Client: Woodlands Dairy
Full site design & build for High Protein's brand refresh, introducing three product lines across a new Next.js and Sanity CMS platform built for content, community and conversion.

High Protein is First Choice's fitness-focused sub-brand, producing a range of high protein milk drinks for active lifestyles. The site was due for a full redesign as part of a larger brand refresh - the product line was expanding from one to three distinct offerings, each targeting a different audience: balanced for yoga and wellness, recovery for runners and endurance athletes, and max for serious gym goers and powerlifters.
The brand refresh was led by Hoola Agency, who handled the visual identity. I received the updated brand guidelines through Impact Digital Agency and was responsible for translating that identity into a fully designed and built website.
The existing site was built on WordPress and was showing its age. It was slow, visually inconsistent, and difficult to maintain - plugin updates, security vulnerabilities, and a bloated backend made regular content updates a chore for the client. Structurally it wasn't built to handle the complexity of three distinct product lines, and the content offering was thin - recipe pages were basic popups, there were no workout resources, no ambassador hub, and no way to help users understand which product was right for them.
The new site needed to do more than market a product. It needed to become a content platform that kept the High Protein audience coming back.
Black Metal (#050504), Naples Yellow (#FFEB42), and White (#FFF) was established in the brand refresh and carried across intentionally. Naples Yellow was used sparingly and deliberately, reserved for primary actions like buttons and key callouts, ensuring it retained its impact rather than becoming noise against the dark background.
Rift Bold leads as the display typeface - angular, athletic, and built for impact, while Montserrat SemiBold handles body copy and supporting text, keeping things clean and readable across longer form content like blog posts, recipes, and nutritional information.
Moving from WordPress to a Next.js and Sanity CMS stack wasn't just a technical decision - it was a structural one. Sanity's decoupled architecture separates content management from the codebase entirely, meaning the client gets a clean, intuitive backend without the bloat, security risks, or plugin dependencies that were slowing them down. Pages load faster, content updates are instant, and the platform is built to scale with the brand rather than against it.

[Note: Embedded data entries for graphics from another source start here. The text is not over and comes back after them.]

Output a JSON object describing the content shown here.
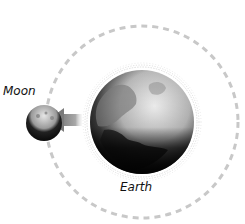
{
  "diagram": {
    "type": "orbit-diagram",
    "labels": {
      "moon": "Moon",
      "earth": "Earth"
    },
    "orbit": {
      "style": "dashed",
      "color": "#c8c8c8"
    },
    "arrow": {
      "direction": "toward-moon-from-earth",
      "color": "#8a8a8a"
    },
    "colors": {
      "earth_light": "#e8e8e8",
      "earth_dark": "#111111",
      "moon_light": "#d0d0d0",
      "moon_dark": "#1a1a1a",
      "glow": "#dcdcdc"
    }
  }
}
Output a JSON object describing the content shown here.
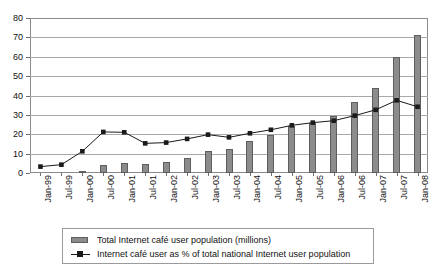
{
  "chart_data": {
    "type": "bar",
    "title": "",
    "subtitle": "",
    "xlabel": "",
    "ylabel": "",
    "ylim": [
      0,
      80
    ],
    "ytick_step": 10,
    "yticks": [
      0,
      10,
      20,
      30,
      40,
      50,
      60,
      70,
      80
    ],
    "grid": true,
    "legend_position": "bottom",
    "categories": [
      "Jan-99",
      "Jul-99",
      "Jan-00",
      "Jul-00",
      "Jan-01",
      "Jul-01",
      "Jan-02",
      "Jul-02",
      "Jan-03",
      "Jul-03",
      "Jan-04",
      "Jul-04",
      "Jan-05",
      "Jul-05",
      "Jan-06",
      "Jul-06",
      "Jan-07",
      "Jul-07",
      "Jan-08"
    ],
    "series": [
      {
        "name": "Total Internet café user population (millions)",
        "type": "bar",
        "color": "#8c8c8c",
        "values": [
          0,
          0,
          0.5,
          4,
          5,
          4.5,
          5.5,
          8,
          11.5,
          12.3,
          16.5,
          19.5,
          24.5,
          26,
          29.5,
          36.5,
          44,
          60,
          71
        ]
      },
      {
        "name": "Internet café user as % of total national Internet user population",
        "type": "line",
        "color": "#1a1a1a",
        "marker": "square",
        "values": [
          3.3,
          4.3,
          11.2,
          21.2,
          21,
          15.3,
          15.7,
          17.6,
          19.8,
          18.4,
          20.5,
          22.3,
          24.6,
          26,
          27,
          29.6,
          32.6,
          37.5,
          34.2
        ]
      }
    ]
  },
  "legend": {
    "items": [
      {
        "label": "Total Internet café user population (millions)",
        "swatch": "bar-swatch"
      },
      {
        "label": "Internet café user as % of total national Internet user population",
        "swatch": "line-marker-swatch"
      }
    ]
  },
  "axis": {
    "y_tick_labels": [
      "0",
      "10",
      "20",
      "30",
      "40",
      "50",
      "60",
      "70",
      "80"
    ]
  },
  "colors": {
    "bar_fill": "#8c8c8c",
    "bar_edge": "#5e5e5e",
    "line": "#1a1a1a",
    "gridline": "#a9a9a9",
    "frame": "#8a8a8a",
    "background": "#ffffff"
  }
}
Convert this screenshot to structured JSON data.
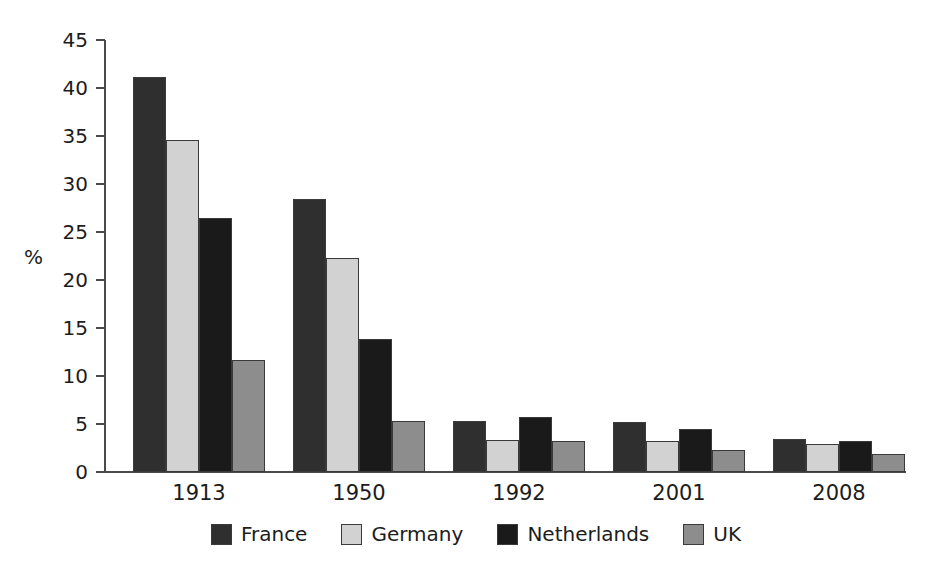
{
  "chart_data": {
    "type": "bar",
    "title": "",
    "xlabel": "",
    "ylabel": "%",
    "ylim": [
      0,
      45
    ],
    "ytick_step": 5,
    "yticks": [
      "45",
      "40",
      "35",
      "30",
      "25",
      "20",
      "15",
      "10",
      "5",
      "0"
    ],
    "grid": false,
    "legend_position": "bottom",
    "categories": [
      "1913",
      "1950",
      "1992",
      "2001",
      "2008"
    ],
    "series": [
      {
        "name": "France",
        "color": "#2f2f2f",
        "values": [
          41.1,
          28.4,
          5.3,
          5.2,
          3.4
        ]
      },
      {
        "name": "Germany",
        "color": "#d2d2d2",
        "values": [
          34.6,
          22.3,
          3.3,
          3.2,
          2.9
        ]
      },
      {
        "name": "Netherlands",
        "color": "#1a1a1a",
        "values": [
          26.5,
          13.9,
          5.7,
          4.5,
          3.2
        ]
      },
      {
        "name": "UK",
        "color": "#8d8d8d",
        "values": [
          11.7,
          5.3,
          3.2,
          2.3,
          1.9
        ]
      }
    ]
  },
  "colors": {
    "axis": "#4a4a4a",
    "text": "#1c1c1c",
    "background": "#ffffff",
    "bar_outline": "#3a3a3a"
  }
}
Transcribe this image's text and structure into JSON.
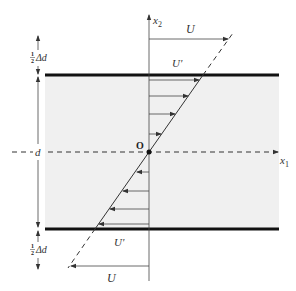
{
  "diagram": {
    "labels": {
      "x2_axis": "x",
      "x2_sub": "2",
      "x1_axis": "x",
      "x1_sub": "1",
      "origin": "O",
      "u_top": "U",
      "u_prime_top": "U'",
      "u_bottom": "U",
      "u_prime_bottom": "U'",
      "gap_top_frac_num": "1",
      "gap_top_frac_den": "2",
      "gap_top": "Δd",
      "gap_bottom_frac_num": "1",
      "gap_bottom_frac_den": "2",
      "gap_bottom": "Δd",
      "thickness": "d"
    },
    "velocity_profile": {
      "type": "linear shear (Couette)",
      "arrows_upper_count": 4,
      "arrows_lower_count": 4
    },
    "colors": {
      "fluid_fill": "#f0f0f0",
      "plate": "#111111",
      "lines": "#444444"
    }
  }
}
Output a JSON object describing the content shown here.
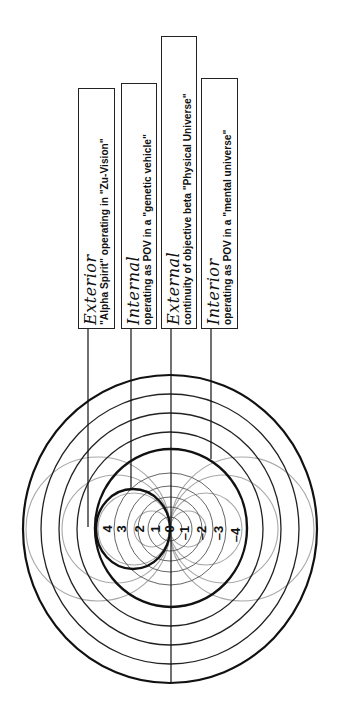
{
  "diagram": {
    "orientation": "rotated 90 degrees counter-clockwise",
    "labels": [
      {
        "title": "Exterior",
        "description": "\"Alpha Spirit\" operating in \"Zu-Vision\""
      },
      {
        "title": "Internal",
        "description": "operating as POV in a \"genetic vehicle\""
      },
      {
        "title": "External",
        "description": "continuity of objective beta \"Physical Universe\""
      },
      {
        "title": "Interior",
        "description": "operating as POV in a \"mental universe\""
      }
    ],
    "scale": {
      "positive": [
        "4",
        "3",
        "2",
        "1"
      ],
      "zero": "0",
      "negative": [
        "–1",
        "–2",
        "–3",
        "–4"
      ]
    },
    "colors": {
      "line": "#111111",
      "thin_ring": "#333333",
      "grey_circles": "#a8a8a8",
      "background": "#ffffff"
    }
  }
}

The core design challenge was presenting three distinct product lines — each targeting a different audience with different needs — without the site feeling fragmented. The homepage hero became a sliding experience that moves between Balanced, Recovery, and Max, each with its own visual treatment and a clear CTA into that product world. From there, each product line has its own dedicated page with active ingredients, benefits, and content tailored to its audience.

Hero Slider

Product Details
One of the more considered additions was the protein calculator on the nutrition page. Rather than leaving users to figure out which product suited them, I designed the logic and question flow myself - walking users through their goals, activity level, and lifestyle to recommend the most appropriate product line alongside relevant recipes to try. It removes friction from the decision and connects the brand's content to its products in a way that feels useful rather than promotional.

The previous site had a single generic contact form. In reality the brand receives four very different types of enquiries; support, stockist requests, supplier enquiries, and sponsorship applications - each requiring completely different information. I proposed and designed a single contact page that switches contextually between four distinct forms depending on what the user selects. The result is faster for the user and more useful for the client, who receives structured, relevant information instead of a generic message.

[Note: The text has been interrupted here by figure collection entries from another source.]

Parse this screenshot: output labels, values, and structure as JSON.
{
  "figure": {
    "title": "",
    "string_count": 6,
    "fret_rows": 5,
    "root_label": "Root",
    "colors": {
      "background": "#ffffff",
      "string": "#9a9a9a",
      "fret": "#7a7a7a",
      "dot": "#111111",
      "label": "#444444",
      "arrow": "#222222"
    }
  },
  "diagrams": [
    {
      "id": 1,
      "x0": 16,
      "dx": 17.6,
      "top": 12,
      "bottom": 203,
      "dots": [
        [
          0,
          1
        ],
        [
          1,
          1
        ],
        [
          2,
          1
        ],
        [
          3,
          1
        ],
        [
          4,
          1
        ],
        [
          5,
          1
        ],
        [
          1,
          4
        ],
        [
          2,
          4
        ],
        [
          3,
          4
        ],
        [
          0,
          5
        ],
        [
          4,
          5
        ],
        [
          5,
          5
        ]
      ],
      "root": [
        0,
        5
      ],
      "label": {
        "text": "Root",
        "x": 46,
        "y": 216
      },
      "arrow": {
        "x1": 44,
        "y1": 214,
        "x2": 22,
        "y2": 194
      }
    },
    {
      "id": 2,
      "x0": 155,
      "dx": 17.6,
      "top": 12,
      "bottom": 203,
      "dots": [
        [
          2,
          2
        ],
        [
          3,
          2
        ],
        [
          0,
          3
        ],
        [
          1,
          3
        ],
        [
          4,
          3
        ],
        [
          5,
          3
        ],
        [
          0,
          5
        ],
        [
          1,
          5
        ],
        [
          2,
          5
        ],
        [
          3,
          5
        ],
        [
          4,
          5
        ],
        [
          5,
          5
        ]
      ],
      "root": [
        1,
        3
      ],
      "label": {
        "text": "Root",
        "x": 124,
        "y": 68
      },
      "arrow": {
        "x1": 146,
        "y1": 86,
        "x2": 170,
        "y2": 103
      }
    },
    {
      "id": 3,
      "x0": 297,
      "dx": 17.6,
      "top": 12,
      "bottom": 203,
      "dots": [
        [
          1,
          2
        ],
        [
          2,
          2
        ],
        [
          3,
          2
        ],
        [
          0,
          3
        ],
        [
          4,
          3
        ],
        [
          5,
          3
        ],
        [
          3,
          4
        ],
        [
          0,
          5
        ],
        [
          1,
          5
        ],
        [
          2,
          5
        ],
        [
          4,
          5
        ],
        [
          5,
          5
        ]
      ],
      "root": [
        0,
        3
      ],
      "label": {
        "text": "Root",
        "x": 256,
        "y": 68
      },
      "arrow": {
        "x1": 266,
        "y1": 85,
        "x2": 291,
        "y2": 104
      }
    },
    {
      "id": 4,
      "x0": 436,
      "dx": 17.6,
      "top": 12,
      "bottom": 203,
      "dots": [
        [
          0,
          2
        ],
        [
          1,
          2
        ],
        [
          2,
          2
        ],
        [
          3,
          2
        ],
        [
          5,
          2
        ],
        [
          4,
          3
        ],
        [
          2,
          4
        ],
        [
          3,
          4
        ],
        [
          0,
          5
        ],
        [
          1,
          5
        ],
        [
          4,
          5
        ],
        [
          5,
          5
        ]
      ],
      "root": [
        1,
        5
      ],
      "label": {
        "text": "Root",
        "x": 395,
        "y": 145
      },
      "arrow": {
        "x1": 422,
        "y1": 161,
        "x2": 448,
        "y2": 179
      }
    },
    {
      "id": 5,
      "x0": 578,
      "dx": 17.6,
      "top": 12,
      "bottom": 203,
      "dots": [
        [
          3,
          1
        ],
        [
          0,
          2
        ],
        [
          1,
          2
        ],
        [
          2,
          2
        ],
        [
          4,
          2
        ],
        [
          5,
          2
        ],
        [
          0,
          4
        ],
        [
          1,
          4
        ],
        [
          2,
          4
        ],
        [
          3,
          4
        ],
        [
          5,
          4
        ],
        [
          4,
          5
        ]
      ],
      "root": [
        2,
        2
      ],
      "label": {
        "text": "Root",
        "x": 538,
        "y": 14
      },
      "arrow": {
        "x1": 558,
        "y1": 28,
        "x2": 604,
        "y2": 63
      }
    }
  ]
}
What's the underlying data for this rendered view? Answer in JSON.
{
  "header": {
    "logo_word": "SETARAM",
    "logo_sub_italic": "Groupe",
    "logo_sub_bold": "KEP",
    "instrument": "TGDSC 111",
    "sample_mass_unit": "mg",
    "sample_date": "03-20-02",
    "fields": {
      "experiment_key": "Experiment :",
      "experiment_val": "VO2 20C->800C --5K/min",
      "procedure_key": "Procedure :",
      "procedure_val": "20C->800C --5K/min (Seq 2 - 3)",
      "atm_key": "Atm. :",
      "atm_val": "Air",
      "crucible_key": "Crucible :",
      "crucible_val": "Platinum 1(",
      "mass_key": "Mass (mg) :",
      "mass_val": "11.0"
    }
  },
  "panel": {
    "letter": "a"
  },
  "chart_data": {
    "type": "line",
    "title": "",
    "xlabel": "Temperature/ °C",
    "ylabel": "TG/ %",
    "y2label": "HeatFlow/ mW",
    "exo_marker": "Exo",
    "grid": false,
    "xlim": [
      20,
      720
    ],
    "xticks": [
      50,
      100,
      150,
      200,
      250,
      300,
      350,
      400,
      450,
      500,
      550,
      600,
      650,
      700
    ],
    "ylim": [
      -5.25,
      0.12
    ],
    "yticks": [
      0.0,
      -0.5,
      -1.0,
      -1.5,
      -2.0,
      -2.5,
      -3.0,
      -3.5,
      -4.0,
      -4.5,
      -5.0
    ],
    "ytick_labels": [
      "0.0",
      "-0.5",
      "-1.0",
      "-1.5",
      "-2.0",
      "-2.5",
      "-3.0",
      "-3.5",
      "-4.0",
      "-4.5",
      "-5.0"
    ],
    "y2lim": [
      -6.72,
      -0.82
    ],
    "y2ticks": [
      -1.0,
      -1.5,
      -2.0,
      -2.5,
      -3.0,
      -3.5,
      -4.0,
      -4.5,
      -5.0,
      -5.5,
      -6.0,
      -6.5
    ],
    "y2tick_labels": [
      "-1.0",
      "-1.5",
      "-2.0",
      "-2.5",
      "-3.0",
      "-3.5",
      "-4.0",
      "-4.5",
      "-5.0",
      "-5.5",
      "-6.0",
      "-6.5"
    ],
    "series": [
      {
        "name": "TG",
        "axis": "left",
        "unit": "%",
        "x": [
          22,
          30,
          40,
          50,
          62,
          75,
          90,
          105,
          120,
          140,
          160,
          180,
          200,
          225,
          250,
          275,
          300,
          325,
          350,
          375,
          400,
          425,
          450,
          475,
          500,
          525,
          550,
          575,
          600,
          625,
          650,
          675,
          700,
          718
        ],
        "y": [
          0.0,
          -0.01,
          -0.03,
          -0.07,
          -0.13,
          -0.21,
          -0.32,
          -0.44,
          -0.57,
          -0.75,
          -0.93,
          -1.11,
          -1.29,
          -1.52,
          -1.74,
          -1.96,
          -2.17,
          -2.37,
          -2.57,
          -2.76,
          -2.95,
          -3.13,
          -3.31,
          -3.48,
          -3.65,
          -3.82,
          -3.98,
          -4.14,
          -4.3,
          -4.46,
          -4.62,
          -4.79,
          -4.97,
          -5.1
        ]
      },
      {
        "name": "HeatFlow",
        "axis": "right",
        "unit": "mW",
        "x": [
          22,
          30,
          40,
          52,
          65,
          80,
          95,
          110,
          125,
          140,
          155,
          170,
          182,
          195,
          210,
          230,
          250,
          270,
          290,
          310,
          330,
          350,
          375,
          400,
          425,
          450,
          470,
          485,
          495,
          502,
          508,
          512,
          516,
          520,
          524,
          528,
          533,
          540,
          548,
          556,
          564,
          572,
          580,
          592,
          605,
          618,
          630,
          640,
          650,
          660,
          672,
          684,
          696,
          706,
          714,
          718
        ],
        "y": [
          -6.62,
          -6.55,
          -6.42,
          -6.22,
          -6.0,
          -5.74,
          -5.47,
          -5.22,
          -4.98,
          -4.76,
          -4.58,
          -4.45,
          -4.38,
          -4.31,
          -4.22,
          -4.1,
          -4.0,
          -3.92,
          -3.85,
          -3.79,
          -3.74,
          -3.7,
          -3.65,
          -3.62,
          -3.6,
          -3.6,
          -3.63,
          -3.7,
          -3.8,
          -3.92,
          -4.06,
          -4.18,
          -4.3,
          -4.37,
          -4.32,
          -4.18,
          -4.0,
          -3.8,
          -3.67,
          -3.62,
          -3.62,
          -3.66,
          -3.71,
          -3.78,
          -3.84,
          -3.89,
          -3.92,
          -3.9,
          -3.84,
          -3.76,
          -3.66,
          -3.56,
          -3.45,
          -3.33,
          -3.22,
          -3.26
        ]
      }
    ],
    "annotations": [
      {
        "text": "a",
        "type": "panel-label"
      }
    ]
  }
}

A significant part of the project was designing the content schemas in Sanity - the underlying structure that determines what the client can create and manage. Blog posts gained read time estimates and related article recommendations. Recipe pages were rebuilt from basic popups into fully structured entries with nutritional tables, ingredients, steps, prep and active time, difficulty, servings, and author attribution. Workout pages were structured around each product's audience - yoga and pilates for Balanced, HIIT and cardio for Recovery, and lifting and powerlifting content for Max. A bento grid navigation system was added across key pages to surface relevant content and reduce dead ends.

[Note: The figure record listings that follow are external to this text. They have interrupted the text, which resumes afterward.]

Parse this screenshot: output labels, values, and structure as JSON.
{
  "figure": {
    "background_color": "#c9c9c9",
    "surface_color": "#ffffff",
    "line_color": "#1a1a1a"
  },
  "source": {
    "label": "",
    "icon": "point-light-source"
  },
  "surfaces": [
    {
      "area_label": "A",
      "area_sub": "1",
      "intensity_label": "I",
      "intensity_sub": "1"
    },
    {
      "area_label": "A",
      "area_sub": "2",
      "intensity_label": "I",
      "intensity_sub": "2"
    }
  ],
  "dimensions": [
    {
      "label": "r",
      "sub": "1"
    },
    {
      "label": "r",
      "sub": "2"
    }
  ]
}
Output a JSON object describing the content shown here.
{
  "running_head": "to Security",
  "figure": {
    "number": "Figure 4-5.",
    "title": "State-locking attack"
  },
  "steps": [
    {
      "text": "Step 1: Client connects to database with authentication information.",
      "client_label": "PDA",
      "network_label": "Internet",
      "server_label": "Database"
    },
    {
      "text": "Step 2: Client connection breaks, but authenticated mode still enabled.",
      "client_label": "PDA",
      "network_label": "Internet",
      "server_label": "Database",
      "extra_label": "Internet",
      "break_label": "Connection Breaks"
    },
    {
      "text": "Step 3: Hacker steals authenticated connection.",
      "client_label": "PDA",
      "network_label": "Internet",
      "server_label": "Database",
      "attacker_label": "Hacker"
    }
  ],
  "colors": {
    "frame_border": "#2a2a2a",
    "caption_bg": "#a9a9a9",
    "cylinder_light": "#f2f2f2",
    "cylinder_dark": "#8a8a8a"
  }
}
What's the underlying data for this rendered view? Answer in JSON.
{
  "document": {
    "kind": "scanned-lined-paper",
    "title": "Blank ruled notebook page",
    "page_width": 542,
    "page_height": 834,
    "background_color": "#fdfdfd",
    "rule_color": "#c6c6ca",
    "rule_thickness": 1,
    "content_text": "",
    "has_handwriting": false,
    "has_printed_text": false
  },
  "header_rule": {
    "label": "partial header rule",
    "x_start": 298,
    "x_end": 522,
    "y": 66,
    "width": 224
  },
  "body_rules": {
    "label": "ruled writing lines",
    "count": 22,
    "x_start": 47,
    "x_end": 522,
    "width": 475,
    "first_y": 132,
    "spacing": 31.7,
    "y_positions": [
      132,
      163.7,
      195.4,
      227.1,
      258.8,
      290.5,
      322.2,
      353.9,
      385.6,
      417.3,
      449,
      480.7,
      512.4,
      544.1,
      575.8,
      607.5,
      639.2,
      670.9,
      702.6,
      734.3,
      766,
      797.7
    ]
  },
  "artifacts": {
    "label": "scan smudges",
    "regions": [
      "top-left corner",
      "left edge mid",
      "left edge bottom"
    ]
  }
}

The ambassador programme is central to the brand's identity. The redesigned team page features a marquee of Instagram images interspersed with ambassador quotes, giving the page energy without it feeling static. The homepage reinforces this with a marquee of Instagram and TikTok reels from ambassador partners - real content from real people that builds credibility without feeling forced.

The site launched as a significantly more capable platform than what it replaced. Faster, more secure, easier to maintain, and built around content that gives the High Protein audience a reason to return beyond just buying a product. Vercel Analytics is now in place to track performance going forward.
The recipe, workout, and calculator features are built and ready - the client is still building out the content to populate them, which is a reminder that designing for future capability requires buy-in across the whole organisation, not just at the build stage. If I were doing this again I'd push earlier in the process for a content plan to run alongside the build, so those features could launch with enough substance to immediately demonstrate their value.
The most satisfying part of this project was the shift from a site that purely marketed a product to one that genuinely serves its audience - and the calculator and workout pages, when fully populated, are what complete that picture.